I don't think there's a right answer to this so I'll just tell you what I do.
I consider help.u.c and the official documentation to be like a library. There's a breadth of knowledge there, but there's really no way for you to ask someone "Hey, so in this section of the DNS manual, why do I need to specify foo here instead of here?" and so on.
So in an ideal world think of official documentation as textbooks. Sure, there's info there, but man it can get dry pretty quickly. I can't think of anyone who sits down and is like "I cannot wait to crack open a beer and dig into these manpages tonight."
That's where AU comes in. If documentation is the textbook then Ask Ubuntu is your study group, the kind of place where you can ask people to clarify things you don't understand. The FAQ states:
Your questions should be reasonably scoped. If you can imagine an entire book that answers your question, you’re asking too much.
So, if someone is asking a question and your answer is to link to an entire chapter of the Ubuntu wiki, then likely the question is terrible and offtopic and needs to be rescoped. We're here to answer people's specific questions about a topic, not replace wikipedia.
Since the best answers always include references, in an ideal world I see the perfect answer answering a question about something, but then including references to the sources, but also highlighting the obvious answer so the next person doesn't have to sift through piles of dry text to find the exact answer they need. This is crucially important, and it's why answers like "here's the link to this forum thread" is frowned upon. Don't make me read a 5 page thread of stuff to sift through, I want the answer to the question ON TOP, right away!
People who ask great questions aren't looking for a just a link to documentation (any idiot can search on google), they want and expect thoroughly detailed answers from subject matter experts on the topic. These are things that supplementary to the the official documentation, like experience, opinions on best practice on how to solve a problem, and most importantly, the response from a human being to your exact problem, using the documentation as a reference.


Your assignment: Scan the lines below for the word "name". Copy each line you find it in.

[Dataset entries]
=== Section Start ===

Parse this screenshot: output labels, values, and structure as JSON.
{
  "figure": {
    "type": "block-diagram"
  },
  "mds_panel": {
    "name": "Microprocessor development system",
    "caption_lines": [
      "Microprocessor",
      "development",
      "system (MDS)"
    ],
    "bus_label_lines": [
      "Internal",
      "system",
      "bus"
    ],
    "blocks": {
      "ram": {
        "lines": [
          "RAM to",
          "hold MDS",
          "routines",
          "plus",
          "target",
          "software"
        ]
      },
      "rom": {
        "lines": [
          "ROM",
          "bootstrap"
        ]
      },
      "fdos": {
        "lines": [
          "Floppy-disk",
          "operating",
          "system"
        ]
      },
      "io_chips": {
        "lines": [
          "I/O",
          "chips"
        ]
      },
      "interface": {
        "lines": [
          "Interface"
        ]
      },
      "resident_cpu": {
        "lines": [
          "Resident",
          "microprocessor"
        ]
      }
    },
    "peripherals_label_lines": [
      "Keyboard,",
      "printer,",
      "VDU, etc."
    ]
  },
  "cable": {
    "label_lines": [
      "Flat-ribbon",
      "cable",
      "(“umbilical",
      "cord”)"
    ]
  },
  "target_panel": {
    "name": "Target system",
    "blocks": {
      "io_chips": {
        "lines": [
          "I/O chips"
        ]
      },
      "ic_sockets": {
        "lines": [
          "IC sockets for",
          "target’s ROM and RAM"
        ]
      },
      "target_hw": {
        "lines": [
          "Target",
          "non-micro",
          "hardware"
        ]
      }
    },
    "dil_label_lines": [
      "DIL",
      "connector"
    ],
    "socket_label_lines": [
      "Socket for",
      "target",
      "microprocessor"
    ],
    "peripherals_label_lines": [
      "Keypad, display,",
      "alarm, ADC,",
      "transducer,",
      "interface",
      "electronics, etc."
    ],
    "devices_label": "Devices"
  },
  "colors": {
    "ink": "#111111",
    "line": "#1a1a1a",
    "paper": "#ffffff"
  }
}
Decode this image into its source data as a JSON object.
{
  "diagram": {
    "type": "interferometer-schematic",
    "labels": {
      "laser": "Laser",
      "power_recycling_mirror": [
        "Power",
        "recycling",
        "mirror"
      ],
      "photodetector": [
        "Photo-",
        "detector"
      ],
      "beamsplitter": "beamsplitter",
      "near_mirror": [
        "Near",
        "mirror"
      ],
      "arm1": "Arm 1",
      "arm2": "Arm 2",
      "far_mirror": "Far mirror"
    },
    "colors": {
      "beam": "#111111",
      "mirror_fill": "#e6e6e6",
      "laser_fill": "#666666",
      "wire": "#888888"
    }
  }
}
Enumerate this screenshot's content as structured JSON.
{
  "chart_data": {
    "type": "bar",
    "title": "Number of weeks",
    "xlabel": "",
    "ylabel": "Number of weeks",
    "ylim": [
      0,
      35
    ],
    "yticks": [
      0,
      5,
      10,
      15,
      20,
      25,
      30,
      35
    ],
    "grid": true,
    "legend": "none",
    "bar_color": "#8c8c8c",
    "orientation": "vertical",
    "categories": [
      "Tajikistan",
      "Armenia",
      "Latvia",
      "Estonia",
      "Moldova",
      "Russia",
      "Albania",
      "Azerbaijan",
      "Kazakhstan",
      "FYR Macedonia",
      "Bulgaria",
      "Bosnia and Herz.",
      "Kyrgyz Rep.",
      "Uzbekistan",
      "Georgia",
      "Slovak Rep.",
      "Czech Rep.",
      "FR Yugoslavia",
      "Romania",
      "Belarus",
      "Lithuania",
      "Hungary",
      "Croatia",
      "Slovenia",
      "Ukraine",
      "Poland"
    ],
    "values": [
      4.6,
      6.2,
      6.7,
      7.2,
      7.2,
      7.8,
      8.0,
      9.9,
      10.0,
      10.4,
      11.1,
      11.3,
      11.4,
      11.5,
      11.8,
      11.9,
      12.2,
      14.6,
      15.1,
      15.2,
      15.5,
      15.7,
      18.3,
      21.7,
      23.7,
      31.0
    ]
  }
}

=== Section End ===

Exercise answer:
    "name": "Microprocessor development system",
    "name": "Target system",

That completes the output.